The Smell of the Rosin; The Roar of the Amplifier

A Fathers Day tribute at the intersection of personal and professional.

I read a HubSpot blog post called “How Do You Balance Personal and Professional on Social Media?”  I keep my personal and professional lives separated online by using Facebook for personal and LinkedIn and Twitter for professional as I’ve posted before.  But today’s post is at the intersection of personal and professional.

As Fathers Day approaches, I was thinking about my father’s contributions to my becoming an engineer.  My father was a blue collar, union guy.  He installed and maintained two-way radios in vehicles at the Ravenna Arsenal.  When radios were transitioning from tubes to transistors the company sent him to school to learn the new technology.  So when my curiosity about solid state devices was aroused, he drew and explained PNP and NPN transistors.  I was twelve.  My parents allowed me to order a series of science kits, probably from an ad in Popular Science.  Every month or so a new kit would arrive; they always built on earlier kits.  I most remember the electronics and optics kits.  The optics kits included prisms and lenses.  The lenses, being of uniform sizes could be assembled and reassembled in black cardboard tubes.  The electronics kits included parts for oscillators and amplifiers… using tubes of course.  My dad taught me how to solder the components properly: trim the leads, crimp them on the solder lugs, and heat the work not the solder.  The smell of rosin from rosin-core solder always reminds me of this lesson.  I learned so well that when he got the Allied Electronics amplifier kit (transistor-based) for our home stereo system, I was entrusted to do some of the assembly.  I’m proud to say it worked when we finished!

From there it was on to computers, but I already blogged about that.  (Be sure to click through to the ad to see a picture.)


Exercise: Each record that follows is to be transcribed exactly, excluding its images.

Data to examine:
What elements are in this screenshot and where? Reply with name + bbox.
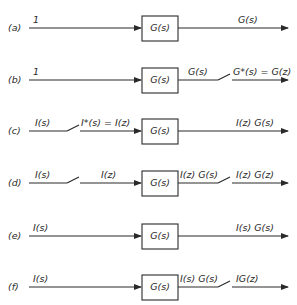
row-a: (a) 1 G(s) G(s) [8,14,288,41]
input-label: 1 [33,14,39,25]
output-label: IG(z) [236,273,259,284]
row-label: (c) [8,125,21,136]
block-label: G(s) [150,22,170,33]
input-label: I(s) [35,117,50,128]
sampler-switch-icon [218,177,230,183]
block-label: G(s) [150,177,170,188]
block-label: G(s) [150,281,170,292]
mid-label: I(z) G(s) [180,169,218,180]
block-label: G(s) [150,230,170,241]
row-label: (f) [8,281,19,292]
output-label: G*(s) = G(z) [233,66,291,77]
diagram-canvas: (a) 1 G(s) G(s) (b) 1 G(s) G(s) G*(s) = … [0,0,297,305]
sampler-switch-icon [218,281,230,287]
input-label: I(s) [35,169,50,180]
output-label: G(s) [238,14,258,25]
sampler-switch-icon [218,74,230,80]
row-label: (d) [8,177,21,188]
sampled-label: I*(s) = I(z) [81,117,130,128]
mid-label: I(s) G(s) [180,273,218,284]
row-d: (d) I(s) I(z) G(s) I(z) G(s) I(z) G(z) [8,169,288,196]
block-label: G(s) [150,125,170,136]
input-label: 1 [33,66,39,77]
mid-label: G(s) [188,66,208,77]
input-label: I(s) [33,273,48,284]
row-f: (f) I(s) G(s) I(s) G(s) IG(z) [8,273,288,300]
row-c: (c) I(s) I*(s) = I(z) G(s) I(z) G(s) [8,117,288,144]
row-e: (e) I(s) G(s) I(s) G(s) [8,222,288,249]
row-b: (b) 1 G(s) G(s) G*(s) = G(z) [8,66,291,93]
sampled-label: I(z) [101,169,116,180]
output-label: I(z) G(z) [236,169,274,180]
sampler-switch-icon [67,177,79,183]
block-label: G(s) [150,74,170,85]
output-label: I(z) G(s) [236,117,274,128]
output-label: I(s) G(s) [236,222,274,233]
input-label: I(s) [33,222,48,233]
row-label: (a) [8,22,21,33]
row-label: (b) [8,74,21,85]
row-label: (e) [8,230,21,241]
sampler-switch-icon [67,125,79,131]
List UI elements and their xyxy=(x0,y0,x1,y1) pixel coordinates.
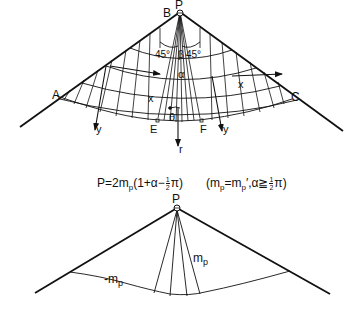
x-axis-arrow-right xyxy=(232,74,282,76)
collapse-load-formula: P=2mp(1+α−12π) xyxy=(97,176,183,192)
label-P-top: P xyxy=(175,0,183,12)
label-x-right: x xyxy=(238,78,244,90)
grid-transverse-left xyxy=(64,28,160,120)
label-B: B xyxy=(163,6,171,20)
label-P-bottom: P xyxy=(172,192,180,206)
label-alpha: α xyxy=(178,68,185,80)
label-F: F xyxy=(200,123,207,135)
label-A: A xyxy=(52,88,60,102)
diagram-canvas: P B A C E F 45° 45° β α θ x x y y r P xyxy=(0,0,359,316)
label-y-left: y xyxy=(96,123,102,135)
label-y-right: y xyxy=(223,123,229,135)
bottom-figure xyxy=(35,205,330,296)
boundary-line-right xyxy=(180,12,343,131)
y-axis-arrow-right xyxy=(212,76,222,131)
label-mp-positive: mp xyxy=(193,251,208,267)
label-angle-right: 45° xyxy=(186,49,201,60)
negative-moment-line xyxy=(70,271,290,295)
label-beta: β xyxy=(178,49,184,60)
label-theta: θ xyxy=(169,111,175,123)
bottom-labels: P mp -mp xyxy=(104,192,208,288)
label-angle-left: 45° xyxy=(155,49,170,60)
fan-lines xyxy=(158,12,200,122)
label-x-left: x xyxy=(148,92,154,104)
label-r: r xyxy=(179,143,183,155)
formula-condition: (mp=mp′,α≧12π) xyxy=(206,176,287,192)
angle-arc-right xyxy=(182,42,200,47)
label-C: C xyxy=(291,90,300,104)
label-E: E xyxy=(150,123,157,135)
label-mp-negative: -mp xyxy=(104,272,123,288)
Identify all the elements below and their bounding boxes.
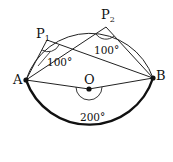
chord-a-p1	[26, 40, 47, 80]
point-b	[150, 75, 155, 80]
point-a	[23, 77, 28, 82]
angle-label-p1: 100°	[47, 56, 72, 68]
point-o	[86, 86, 91, 91]
label-a: A	[12, 72, 23, 87]
label-o: O	[84, 72, 95, 87]
label-p1: P1	[36, 26, 50, 43]
angle-label-p2: 100°	[94, 44, 119, 56]
label-b: B	[156, 68, 166, 83]
label-p2: P2	[101, 7, 115, 24]
radius-ob	[89, 78, 153, 89]
angle-label-center: 200°	[80, 111, 105, 123]
circle-diagram: A B O P1 P2 100° 100° 200°	[0, 0, 173, 162]
radius-oa	[26, 80, 89, 89]
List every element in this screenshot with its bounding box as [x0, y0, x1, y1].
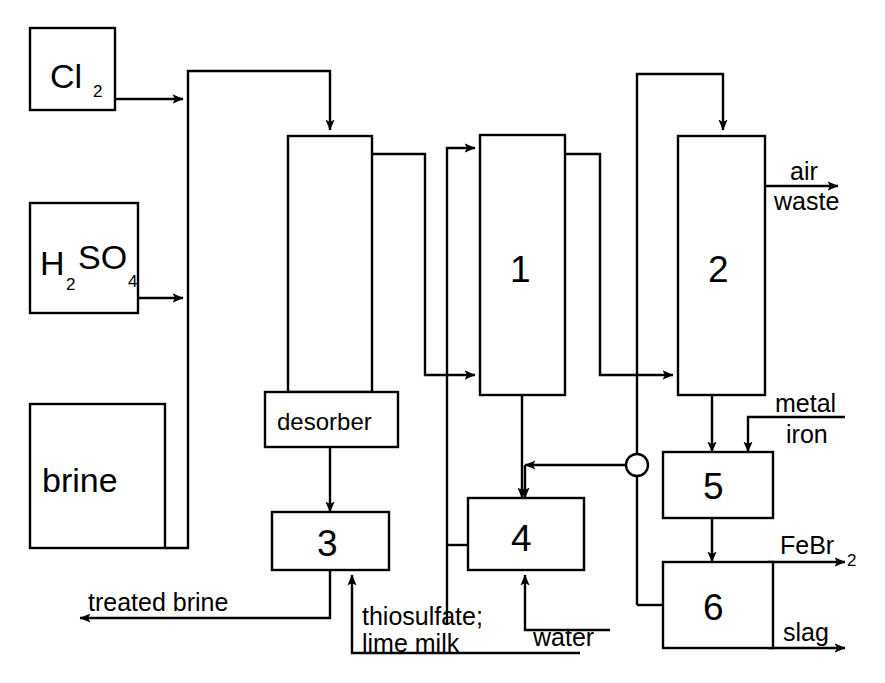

Solution to the problem:
What elements are in this screenshot and where? Reply with name + bbox.
row-a: (a) 1 G(s) G(s) [8,14,288,41]
input-label: 1 [33,14,39,25]
output-label: IG(z) [236,273,259,284]
row-label: (c) [8,125,21,136]
block-label: G(s) [150,22,170,33]
input-label: I(s) [35,117,50,128]
sampler-switch-icon [218,177,230,183]
block-label: G(s) [150,177,170,188]
block-label: G(s) [150,281,170,292]
mid-label: I(z) G(s) [180,169,218,180]
block-label: G(s) [150,230,170,241]
row-label: (f) [8,281,19,292]
output-label: G*(s) = G(z) [233,66,291,77]
diagram-canvas: (a) 1 G(s) G(s) (b) 1 G(s) G(s) G*(s) = … [0,0,297,305]
sampler-switch-icon [218,281,230,287]
input-label: I(s) [35,169,50,180]
output-label: G(s) [238,14,258,25]
sampler-switch-icon [218,74,230,80]
row-label: (d) [8,177,21,188]
sampled-label: I*(s) = I(z) [81,117,130,128]
mid-label: I(s) G(s) [180,273,218,284]
row-d: (d) I(s) I(z) G(s) I(z) G(s) I(z) G(z) [8,169,288,196]
block-label: G(s) [150,125,170,136]
input-label: 1 [33,66,39,77]
mid-label: G(s) [188,66,208,77]
input-label: I(s) [33,273,48,284]
row-f: (f) I(s) G(s) I(s) G(s) IG(z) [8,273,288,300]
row-c: (c) I(s) I*(s) = I(z) G(s) I(z) G(s) [8,117,288,144]
row-e: (e) I(s) G(s) I(s) G(s) [8,222,288,249]
row-b: (b) 1 G(s) G(s) G*(s) = G(z) [8,66,291,93]
sampled-label: I(z) [101,169,116,180]
output-label: I(z) G(z) [236,169,274,180]
sampler-switch-icon [67,177,79,183]
block-label: G(s) [150,74,170,85]
output-label: I(z) G(s) [236,117,274,128]
output-label: I(s) G(s) [236,222,274,233]
input-label: I(s) [33,222,48,233]
row-label: (a) [8,22,21,33]
row-label: (b) [8,74,21,85]
row-label: (e) [8,230,21,241]
sampler-switch-icon [67,125,79,131]
List UI elements and their xyxy=(x0,y0,x1,y1) pixel coordinates.
x-axis-arrow-right xyxy=(232,74,282,76)
collapse-load-formula: P=2mp(1+α−12π) xyxy=(97,176,183,192)
label-P-top: P xyxy=(175,0,183,12)
label-x-right: x xyxy=(238,78,244,90)
grid-transverse-left xyxy=(64,28,160,120)
label-B: B xyxy=(163,6,171,20)
label-P-bottom: P xyxy=(172,192,180,206)
label-alpha: α xyxy=(178,68,185,80)
label-F: F xyxy=(200,123,207,135)
label-A: A xyxy=(52,88,60,102)
diagram-canvas: P B A C E F 45° 45° β α θ x x y y r P xyxy=(0,0,359,316)
label-y-left: y xyxy=(96,123,102,135)
label-y-right: y xyxy=(223,123,229,135)
bottom-figure xyxy=(35,205,330,296)
boundary-line-right xyxy=(180,12,343,131)
y-axis-arrow-right xyxy=(212,76,222,131)
label-mp-positive: mp xyxy=(193,251,208,267)
label-angle-right: 45° xyxy=(186,49,201,60)
negative-moment-line xyxy=(70,271,290,295)
label-beta: β xyxy=(178,49,184,60)
label-theta: θ xyxy=(169,111,175,123)
bottom-labels: P mp -mp xyxy=(104,192,208,288)
label-angle-left: 45° xyxy=(155,49,170,60)
fan-lines xyxy=(158,12,200,122)
label-x-left: x xyxy=(148,92,154,104)
label-r: r xyxy=(179,143,183,155)
formula-condition: (mp=mp′,α≧12π) xyxy=(206,176,287,192)
angle-arc-right xyxy=(182,42,200,47)
label-C: C xyxy=(291,90,300,104)
label-E: E xyxy=(150,123,157,135)
label-mp-negative: -mp xyxy=(104,272,123,288)
Identify all the elements below and their bounding boxes.
chord-a-p1	[26, 40, 47, 80]
point-b	[150, 75, 155, 80]
point-a	[23, 77, 28, 82]
angle-label-p1: 100°	[47, 56, 72, 68]
point-o	[86, 86, 91, 91]
label-a: A	[12, 72, 23, 87]
label-o: O	[84, 72, 95, 87]
label-p1: P1	[36, 26, 50, 43]
angle-label-p2: 100°	[94, 44, 119, 56]
label-b: B	[156, 68, 166, 83]
label-p2: P2	[101, 7, 115, 24]
radius-ob	[89, 78, 153, 89]
angle-label-center: 200°	[80, 111, 105, 123]
circle-diagram: A B O P1 P2 100° 100° 200°	[0, 0, 173, 162]
radius-oa	[26, 80, 89, 89]
List every element in this screenshot with its bounding box as [x0, y0, x1, y1].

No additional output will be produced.